Man and friend desert the war having been posted into it by someone of higher authority, Man begins to have doubts, Friend does too, but won't admit it. All lovely.
100 themes, Misfortune number 13, variation 2
"If fortune favours the brave does that mean misfortune favours the cowards?" He swung his arm wide and the pebble flew from his hand, plopping into the lake with a bounce of water. He palmed the other stones in his hand. He'd hand picked these particular rocks, picked them for their smoothness, their shape. These pebbles had been minding their own business, getting on with their pebble ways when He'd come along, ripped them from their home, marched them faraway and began throwing them into the murky waters.
"What did you say?" His friend asked. The man looked at the pebbles again and picked another, a small flat one with brown colouring.
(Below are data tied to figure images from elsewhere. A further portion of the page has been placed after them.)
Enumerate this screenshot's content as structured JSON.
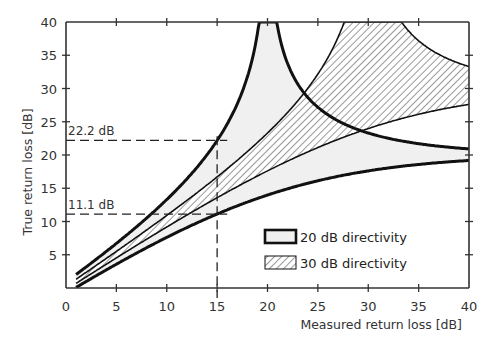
{
  "chart_data": {
    "type": "area",
    "title": "",
    "xlabel": "Measured return loss [dB]",
    "ylabel": "True return loss [dB]",
    "xlim": [
      0,
      40
    ],
    "ylim": [
      0,
      40
    ],
    "xticks": [
      0,
      5,
      10,
      15,
      20,
      25,
      30,
      35,
      40
    ],
    "yticks": [
      5,
      10,
      15,
      20,
      25,
      30,
      35,
      40
    ],
    "x_tick_labels": [
      "0",
      "5",
      "10",
      "15",
      "20",
      "25",
      "30",
      "35",
      "40"
    ],
    "y_tick_labels": [
      "5",
      "10",
      "15",
      "20",
      "25",
      "30",
      "35",
      "40"
    ],
    "grid": false,
    "legend_position": "lower right",
    "series": [
      {
        "name": "20 dB directivity",
        "directivity_db": 20,
        "style": "light gray fill, thick black outline",
        "x": [
          1,
          5,
          10,
          15,
          19,
          20,
          21,
          25,
          30,
          35,
          40
        ],
        "upper": [
          2.0,
          6.6,
          13.3,
          22.2,
          34.9,
          40,
          40,
          29.4,
          23.5,
          21.6,
          20.9
        ],
        "lower": [
          0.2,
          3.9,
          8.1,
          11.1,
          13.3,
          13.6,
          14.0,
          15.9,
          17.6,
          18.8,
          19.4
        ]
      },
      {
        "name": "30 dB directivity",
        "directivity_db": 30,
        "style": "diagonal hatch fill, thin black outline",
        "x": [
          1,
          5,
          10,
          15,
          20,
          25,
          28,
          30,
          33,
          35,
          40
        ],
        "upper": [
          1.1,
          5.3,
          10.9,
          16.7,
          23.3,
          31.9,
          40,
          40,
          40,
          36.1,
          33.3
        ],
        "lower": [
          0.9,
          4.7,
          9.4,
          13.7,
          17.6,
          21.2,
          22.4,
          23.1,
          24.2,
          25.0,
          27.2
        ]
      }
    ],
    "annotations": [
      {
        "text": "22.2 dB",
        "x": 15,
        "y": 22.2,
        "style": "dashed horizontal guide"
      },
      {
        "text": "11.1 dB",
        "x": 15,
        "y": 11.1,
        "style": "dashed horizontal guide"
      },
      {
        "text": "",
        "x": 15,
        "style": "dashed vertical guide"
      }
    ]
  },
  "labels": {
    "xlabel": "Measured return loss [dB]",
    "ylabel": "True return loss [dB]",
    "annot_upper": "22.2 dB",
    "annot_lower": "11.1 dB",
    "legend_20": "20 dB directivity",
    "legend_30": "30 dB directivity"
  },
  "colors": {
    "fill_20": "#f0f0f0",
    "line": "#111111",
    "axis": "#333333",
    "hatch": "#444444"
  }
}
He began to roll it in his fingers.
"Do you think this stone has a wife?" He held it up to his friend, "a family?"
"It's a rock, are you feeling okay?" The man made some agreeing mumble. "We're not cowards you know, for leaving." The man looked into his friend's eyes but his friend looked away, shame crept into his face. The man swung his arm again and the brown pebble skimmed the water once before plopping like all the others. The man imagined the pebble drowning; begging and pleading with it's pebble God. He picked another smooth one, lighter in colour this time.
"What about this one? Do you think this stone, if given a chance, would jump from my hand, desert its pebble brothers like a coward and roll to freedom to be with its family?" His friend didn't reply he just fiddled with the straps on his clothing, checking something to avoid eye contact. The man swung hard again and watched the pebble soar and fall. One left, a grey stone, round and flat with speckles. "But then what is it to desert a wife and family? Is that not cowardly?" He rolled the rock a few more times. "Does misfortune favour us for deserting our brothers or for deserting our families when they needed us most?" The man threw the final rock, wanting it to skim the water many times, graceful and defiant to the end but it plopped into the water a few feet away, ungraceful and heavy sounding.